I have been having some serious hacking problems on one of my domains. Long story short the main DA account for that domain was hacked. I was able to go through the logs and find what was altered and make repairs as well as change passwords and the like. The only way they could have gotten the password is via a brute force attack because I never use the main domain account (one of mine) as I either login to the domain while logged in as admin or create a temporary FTP account for file transfers.
However, while scanning the logs I found one successful login as root by the same IP that was infecting the targeted domain. The connections last about one second before they disconnect (according to the logs) and after I changed the passwords I noted a few fresh attempts to access the compromised accounts from the previously successful IP that failed.
According to the brute force monitor I have thousands of these "Attacks" coming in every day.
Now comes the part that is very troubling to me. DA rotates the logs so that I only have 30 days of logs to go through. I hope that I caught the root login early enough that it was just a lucky shot or some automated hack just checking to confirm the password was still good but with only 30 days of logs I don't know.
A hacker getting root access could certainly explain the weird problem I had earlier with bind running as root. Equally troubling is that the compromised domain account was running something called "kernelupdates" a few days ago with a very high server load. I could not find anything on my server with that name nor did Google help me.
Some of the domains on my server are large with hundreds of thousands if not millions of files. Any backups I have are likely compromised since I have no idea when the first attack succeeded.
What can I do?
EDIT: Using last I find hundreds of zero time root logins from a Russian IP address starting three weeks ago. Logins show zero time and are time 30 minutes apart. My guess is they were automated and designed to login, run their script and logout.
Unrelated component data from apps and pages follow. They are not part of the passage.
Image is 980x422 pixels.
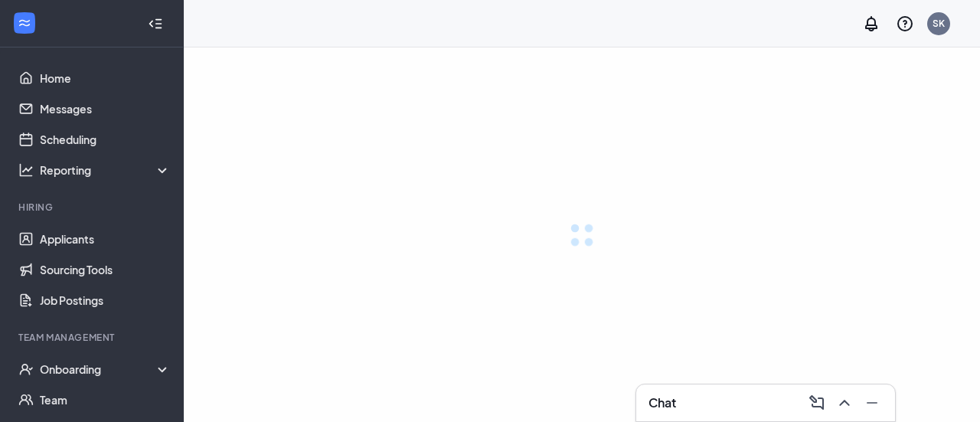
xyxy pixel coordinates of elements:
[862,15,881,33] svg: Notifications
[40,63,171,93] a: Home
[40,385,171,416] a: Team
[808,394,826,413] svg: ComposeMessage
[836,394,854,413] svg: ChevronUp
[40,93,171,124] a: Messages
[17,16,32,30] svg: WorkstreamLogo
[40,224,171,254] a: Applicants
[19,331,168,344] div: Team Management
[19,361,33,377] svg: UserCheck
[648,395,676,412] h3: Chat
[19,162,33,178] svg: Analysis
[40,254,171,285] a: Sourcing Tools
[863,394,881,413] svg: Minimize
[148,16,163,31] svg: Collapse
[40,124,171,155] a: Scheduling
[831,391,856,416] button: ChevronUp
[896,15,915,33] svg: QuestionInfo
[859,391,883,416] button: Minimize
[933,17,945,30] div: SK
[804,391,828,416] button: ComposeMessage
[40,162,172,178] div: Reporting
[19,201,168,214] div: Hiring
[40,361,172,377] div: Onboarding
[40,285,171,316] a: Job Postings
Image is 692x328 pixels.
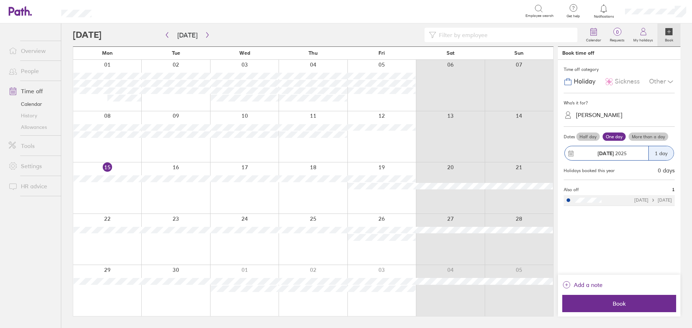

No unknown logins since I changed passwords.
However, while scanning the logs I found one successful login as root by the same IP that was infecting the targeted domain. The connections last about one second before they disconnect (according to the logs) and after I changed the passwords I noted a few fresh attempts to access the compromised accounts from the previously successful IP that failed.
According to the brute force monitor I have thousands of these "Attacks" coming in every day.
Now comes the part that is very troubling to me. DA rotates the logs so that I only have 30 days of logs to go through. I hope that I caught the root login early enough that it was just a lucky shot or some automated hack just checking to confirm the password was still good but with only 30 days of logs I don't know.
A hacker getting root access could certainly explain the weird problem I had earlier with bind running as root. Equally troubling is that the compromised domain account was running something called "kernelupdates" a few days ago with a very high server load. I could not find anything on my server with that name nor did Google help me.
Some of the domains on my server are large with hundreds of thousands if not millions of files. Any backups I have are likely compromised since I have no idea when the first attack succeeded.
What can I do?
EDIT: Using last I find hundreds of zero time root logins from a Russian IP address starting three weeks ago. Logins show zero time and are time 30 minutes apart. My guess is they were automated and designed to login, run their script and logout. No unknown logins since I changed passwords.